A conservation group is suing over radioactive air emissions at the White Mesa Uranium Mill near Blanding, Utah.
The Grand Canyon Trust, with offices in Flagstaff and Moab, filed its complaint April 2 in U.S. District Court in Salt Lake City. The group says the mill exceeded Clean Air Act limits for radon releases in 2012 and 2013, and maintains more than the allowed number of open pits for uranium-mining byproducts called tailings.
The White Mesa Mill was acquired in 2012 by Energy Fuels, Inc., an Ontario, Canada-based corporation with an operations center in Lakewood, Colo., near Denver. That purchase was part of a bigger regional buyout of Denison Mines; Energy Fuels now operates several mines in the Four Corners area along with the mill.
White Mesa is the only conventional uranium mill operating today in the country. It processes ore and radioactive waste from uranium mines in the Grand Canyon region and beyond, as well as Superfund sites across the country.
“The trust’s position is if the uranium mill is going to operate, it has to be in a way that complies with public health and safety,” said Anne Mariah Tapp, an attorney with Grand Canyon Trust.
Radon-222, the toxin of concern in the lawsuit, breaks down into heavy-metal forms that are readily inhaled. Studies have consistently linked occupational exposure to radon-222 with lung cancer, although links between residential exposure and lung cancer are less certain.
The Blanding area is not especially populous; about 3,600 people live in the nearby communities of Blanding, Bluff and White Mesa. Out of these, the closest and most at-risk community – the White Mesa community of the Ute Mountain Ute Tribe – has voiced the strongest concerns about both air and water pollution from the mill. The tribe is not a party to the lawsuit, and declined to comment on it, but has spoken out for years about the open pits where the mill stores mining waste.
“The Tribe asserts that DRC [Utah Department of Environmental Quality’s Division of Radiation Control] is failing in its duty to protect the public and UMU Tribal.
Members from air contamination and surface contamination caused by airborne deposition of radioactive material,” the tribe wrote in Dec. 16, 2011 comments on a proposed license renewal.
Asked to comment on the suit, Division of Radiation Control Director Rusty Lundberg acknowledged 2012 radon emissions from one of the tailings pits that exceeded EPA limits.
“In working with our air-quality agency to resolve this, it was determined to add additional soil cover to the disposal cell and to increase the emissions monitoring from being reported annually to monthly, as required by regulation,” he wrote in an email. “Since last fall, the reported monthly radon emissions have been below the standard.” Lundberg said no further enforcement actions are in the works for the mill.
The Grand Canyon Trust suit alleges that other violations are ongoing, including more than the two open tailings pits allowed by law.
“We’re concerned that the tailings-remediation backlog poses pollution and financial risks to the public, especially if the mill were to close,” Tapp said in a press release.
Curtis Moore, director of Investor and Public Relations for Energy Fuels, said the lawsuit is basically unfounded.
“Generally, all the issues that they raise are well-known by the regulators and they’re either being addressed or they’re without merit. We’ve never been issued a violation,” he said. “It’s just more of their ongoing efforts to stop nuclear energy and uranium-mining in the United States.”
Citing weak market conditions, Energy Fuels announced in December that it planned to halt processing at the mill later this year and potentially restart in 2015. The mill will continue to process ore intermittently for the foreseeable future; during standby times, the site will continue to receive waste, and any open tailings pits will continue to emit pollutants.
As for its other sites in the region, Energy Fuels has agreed to temporarily cease efforts to open its controversial Canyon Mine near Tusayan, Ariz. Moore said efforts to begin mining at that site will restart at the end of this year or when a separate lawsuit is resolved, whichever comes first.
That suit, filed by the Havasupai Tribe, Sierra Club, Grand Canyon Trust and Center for Biological Diversity in March of 2013, blasts a Forest Service decision to allow mining to begin at the Canyon Mine based on a permit – and environmental review – that happened in 1986. The plaintiffs say new studies need to be done to assess potential damage to springs, which provide drinking water to the Havasupai people as well as flora and fauna in the Grand Canyon.
Late last year, Energy Fuels had also said it would close its Pinenut Mine, just north of Grand Canyon. However, on April 23, the company announced that it had averted the shutdown at the Pinenut Mine due to improved mining conditions; miners encountered higher-quality uranium than they expected. Energy Fuels plans to mine that deposit to depletion, likely by early 2015.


In the data below, find the line containing "This screenshot has width=728, height=390.", then set down that line and every later line up to and including the line containing "What do you", exactly.

──────── MATERIAL PROVIDED

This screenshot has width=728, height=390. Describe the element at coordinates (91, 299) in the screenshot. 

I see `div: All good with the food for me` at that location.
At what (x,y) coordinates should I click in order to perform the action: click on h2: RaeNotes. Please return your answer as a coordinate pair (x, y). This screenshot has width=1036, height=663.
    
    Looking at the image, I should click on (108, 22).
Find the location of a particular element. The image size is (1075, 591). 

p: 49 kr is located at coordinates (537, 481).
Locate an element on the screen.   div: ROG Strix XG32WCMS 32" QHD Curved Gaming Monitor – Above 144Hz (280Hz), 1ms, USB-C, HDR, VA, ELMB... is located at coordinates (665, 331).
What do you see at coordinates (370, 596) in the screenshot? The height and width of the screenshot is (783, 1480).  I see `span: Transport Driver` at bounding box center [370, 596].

────────────────
──────── MATERIAL PROVIDED

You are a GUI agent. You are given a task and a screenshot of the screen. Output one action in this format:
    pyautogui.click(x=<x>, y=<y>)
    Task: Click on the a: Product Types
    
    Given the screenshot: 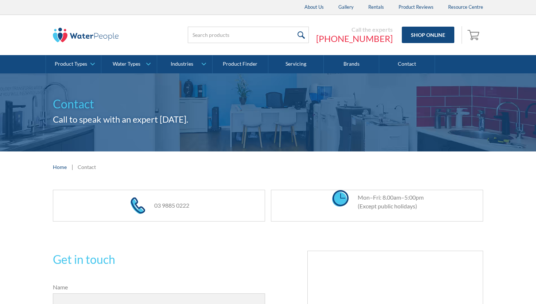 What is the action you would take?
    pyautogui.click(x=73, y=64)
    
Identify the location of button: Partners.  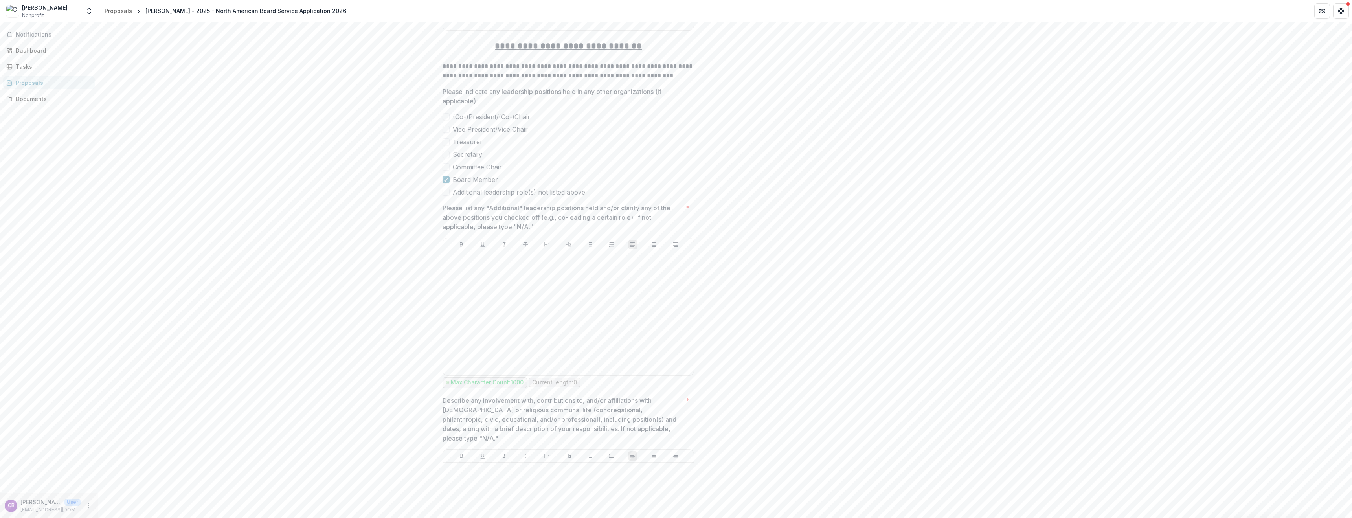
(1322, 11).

────────────────

EXERCISE RESPONSE:
This screenshot has width=728, height=390. Describe the element at coordinates (91, 299) in the screenshot. 

I see `div: All good with the food for me` at that location.
At what (x,y) coordinates should I click in order to perform the action: click on h2: RaeNotes. Please return your answer as a coordinate pair (x, y). This screenshot has width=1036, height=663.
    
    Looking at the image, I should click on (108, 22).
Find the location of a particular element. The image size is (1075, 591). 

p: 49 kr is located at coordinates (537, 481).
Locate an element on the screen.   div: ROG Strix XG32WCMS 32" QHD Curved Gaming Monitor – Above 144Hz (280Hz), 1ms, USB-C, HDR, VA, ELMB... is located at coordinates (665, 331).
What do you see at coordinates (370, 596) in the screenshot? The height and width of the screenshot is (783, 1480).  I see `span: Transport Driver` at bounding box center [370, 596].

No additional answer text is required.